For a Kinder, Gentler Society
Tuesday,
Fear Drives the Making of a Secret Government
Michael Paulson The Boston Globe

BOSTON The Sept. 11 terrorist attacks provoked a flood of religious responses. Americans flocked to churches, synagogues and mosques seeking to make sense of tragedy. And, as the United States sought to avenge the attacks, many religious leaders blessed the country's response.

Over the course of the year, the few audible voices that publicly questioned the quasi-official narrative of Sept. 11 have been ridiculed and criticized, often harshly.

But now, a year after the attacks, a small number of scholars are again suggesting that there are other ways of looking at what happened last year, that perhaps the attacks weren't so shocking and the response not so justifiable.

"We academics are paid to sit on our butts and think, and yet we mainly underwrite the sentimentalities that the culture desires when we're supposed to be telling the truth," said Stanley Hauerwas, a professor of theological ethics at Duke Divinity School. "I find the lack of dissenting voices to the current outrage of Americans about Sept. 11, and the resulting attack on Afghanistan, to be absolutely horrendous."

Hauerwas and Frank Lentricchia, a professor of literature at Duke, have edited a new collection of writings, "Dissent from the Homeland: Essays After September 11," published Wednesday in a special edition of The South Atlantic Quarterly. In the journal, 18 theologians, philosophers and literary critics speak out against the war on terrorism.

The publisher, Duke University Press, acknowledges in a foreword that the journal "is bound to cause trouble," suggesting that some may even call for the firing of Hauerwas and Lentricchia. The journal includes a disclaimer from Hauerwas and Lentricchia, who write that "intolerance of political dissent in the United States at the present time makes it necessary to say" that "we, also, abominate the slaughter of the innocent, even as we find it unacceptably childish that Americans refuse to take any responsibility for Sept. 11."

But Hauerwas, a pacifist who resigned from the board of the journal First Things because he disagreed with their response to the war on terror, said the dissenting professors weren't looking for trouble. He said understanding the seriousness of the events of Sept. 11 does not require abandoning critical thinking about what happened next.

The religious response has shown how deeply American Christianity is just that - American - and so much that has happened in the name of God has been nothing short of idolatry," he said. "The identification of God with America as a nation unlike other nations is just shocking from a theological point of view. All this 'God Bless America.' Well, God blesses Afghanistan too you know."

The scholars who agreed to write under the label of dissenters offer a variety of critiques of the way Americans have understood what happened on Sept. 11.

Many of the scholars question the language used by the United States to describe its plight - particularly the use of words like "war," "terror" and "evil."

"The point at which we need to show more footage of collapsing towers, of people jumping to their death, when we raise the temperature by injunctions never to forget - that is when something rather ambiguous enters in," writes Rowan Williams, who since writing his essay has been named archbishop-elect of Canterbury. "Bombast about evil individuals doesn't help in understanding anything. Even vile and murderous actions tend to come from somewhere."

Several scholars question the motivation of the United States in launching its war on terror.

Americans show "that we know the 'war on terrorism' is the code phrase for the preservation of our interstates, cars, suburbs and the petrochemical octopus that feeds and clothes us," writes Susan Willis, associate professor of English at Duke.

A critique of the complicity of religious leaders is a recurrent theme. One academic, Fredric Jameson, chairman of the literature program at Duke, goes so far as to say that "What is called religion today" is "really politics under a different name."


Goal of the exercise: Give the records again. Keep them exact and leave out the images.

Task inputs:
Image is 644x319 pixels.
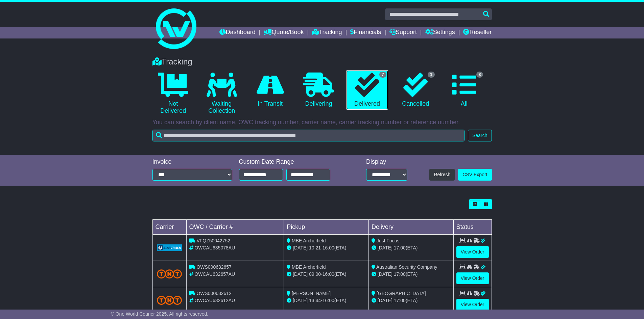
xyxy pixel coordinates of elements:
[456,299,489,311] a: View Order
[476,72,483,78] span: 8
[394,245,405,250] span: 17:00
[196,265,231,270] span: OWS000632657
[293,272,308,277] span: [DATE]
[389,27,417,39] a: Support
[293,298,308,303] span: [DATE]
[453,220,491,235] td: Status
[368,220,453,235] td: Delivery
[194,272,235,277] span: OWCAU632657AU
[264,27,303,39] a: Quote/Book
[286,245,366,252] div: - (ETA)
[309,245,321,250] span: 10:21
[157,245,182,251] img: GetCarrierServiceLogo
[428,72,435,78] span: 1
[286,271,366,278] div: - (ETA)
[456,272,489,284] a: View Order
[194,245,235,250] span: OWCAU635078AU
[149,57,495,67] div: Tracking
[322,245,334,250] span: 16:00
[152,158,232,166] div: Invoice
[379,72,386,78] span: 7
[152,70,194,117] a: Not Delivered
[378,245,393,250] span: [DATE]
[194,298,235,303] span: OWCAU632612AU
[292,265,326,270] span: MBE Archerfield
[111,312,209,317] span: © One World Courier 2025. All rights reserved.
[346,70,388,110] a: 7 Delivered
[371,271,450,278] div: (ETA)
[376,265,438,270] span: Australian Security Company
[239,158,348,166] div: Custom Date Range
[468,130,491,141] button: Search
[201,70,242,117] a: Waiting Collection
[376,291,426,296] span: [GEOGRAPHIC_DATA]
[376,238,400,243] span: Just Focus
[152,220,186,235] td: Carrier
[378,272,393,277] span: [DATE]
[309,298,321,303] span: 13:44
[309,272,321,277] span: 09:00
[298,70,339,110] a: Delivering
[395,70,436,110] a: 1 Cancelled
[322,272,334,277] span: 16:00
[371,297,450,304] div: (ETA)
[366,158,407,166] div: Display
[219,27,256,39] a: Dashboard
[292,238,326,243] span: MBE Archerfield
[443,70,485,110] a: 8 All
[293,245,308,250] span: [DATE]
[378,298,393,303] span: [DATE]
[394,298,405,303] span: 17:00
[286,297,366,304] div: - (ETA)
[186,220,284,235] td: OWC / Carrier #
[322,298,334,303] span: 16:00
[394,272,405,277] span: 17:00
[157,270,182,279] img: TNT_Domestic.png
[249,70,291,110] a: In Transit
[292,291,331,296] span: [PERSON_NAME]
[371,245,450,252] div: (ETA)
[152,119,492,126] p: You can search by client name, OWC tracking number, carrier name, carrier tracking number or refe...
[157,296,182,305] img: TNT_Domestic.png
[350,27,381,39] a: Financials
[284,220,369,235] td: Pickup
[429,169,455,181] button: Refresh
[196,238,230,243] span: VFQZ50042752
[196,291,231,296] span: OWS000632612
[425,27,455,39] a: Settings
[456,246,489,258] a: View Order
[463,27,491,39] a: Reseller
[312,27,342,39] a: Tracking
[458,169,491,181] a: CSV Export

Exercise solution:
Image is 644x319 pixels.
xyxy pixel coordinates of elements:
[456,299,489,311] a: View Order
[476,72,483,78] span: 8
[394,245,405,250] span: 17:00
[196,265,231,270] span: OWS000632657
[293,272,308,277] span: [DATE]
[389,27,417,39] a: Support
[293,298,308,303] span: [DATE]
[453,220,491,235] td: Status
[368,220,453,235] td: Delivery
[194,272,235,277] span: OWCAU632657AU
[264,27,303,39] a: Quote/Book
[286,245,366,252] div: - (ETA)
[309,245,321,250] span: 10:21
[157,245,182,251] img: GetCarrierServiceLogo
[428,72,435,78] span: 1
[286,271,366,278] div: - (ETA)
[456,272,489,284] a: View Order
[194,245,235,250] span: OWCAU635078AU
[149,57,495,67] div: Tracking
[322,245,334,250] span: 16:00
[152,158,232,166] div: Invoice
[379,72,386,78] span: 7
[152,70,194,117] a: Not Delivered
[378,245,393,250] span: [DATE]
[194,298,235,303] span: OWCAU632612AU
[292,265,326,270] span: MBE Archerfield
[111,312,209,317] span: © One World Courier 2025. All rights reserved.
[346,70,388,110] a: 7 Delivered
[371,271,450,278] div: (ETA)
[376,265,438,270] span: Australian Security Company
[239,158,348,166] div: Custom Date Range
[468,130,491,141] button: Search
[201,70,242,117] a: Waiting Collection
[376,291,426,296] span: [GEOGRAPHIC_DATA]
[376,238,400,243] span: Just Focus
[152,220,186,235] td: Carrier
[378,272,393,277] span: [DATE]
[309,298,321,303] span: 13:44
[309,272,321,277] span: 09:00
[298,70,339,110] a: Delivering
[395,70,436,110] a: 1 Cancelled
[322,272,334,277] span: 16:00
[371,297,450,304] div: (ETA)
[366,158,407,166] div: Display
[219,27,256,39] a: Dashboard
[292,238,326,243] span: MBE Archerfield
[443,70,485,110] a: 8 All
[293,245,308,250] span: [DATE]
[378,298,393,303] span: [DATE]
[394,298,405,303] span: 17:00
[286,297,366,304] div: - (ETA)
[186,220,284,235] td: OWC / Carrier #
[322,298,334,303] span: 16:00
[394,272,405,277] span: 17:00
[157,270,182,279] img: TNT_Domestic.png
[249,70,291,110] a: In Transit
[292,291,331,296] span: [PERSON_NAME]
[371,245,450,252] div: (ETA)
[152,119,492,126] p: You can search by client name, OWC tracking number, carrier name, carrier tracking number or refe...
[157,296,182,305] img: TNT_Domestic.png
[350,27,381,39] a: Financials
[284,220,369,235] td: Pickup
[429,169,455,181] button: Refresh
[196,238,230,243] span: VFQZ50042752
[196,291,231,296] span: OWS000632612
[425,27,455,39] a: Settings
[456,246,489,258] a: View Order
[463,27,491,39] a: Reseller
[312,27,342,39] a: Tracking
[458,169,491,181] a: CSV Export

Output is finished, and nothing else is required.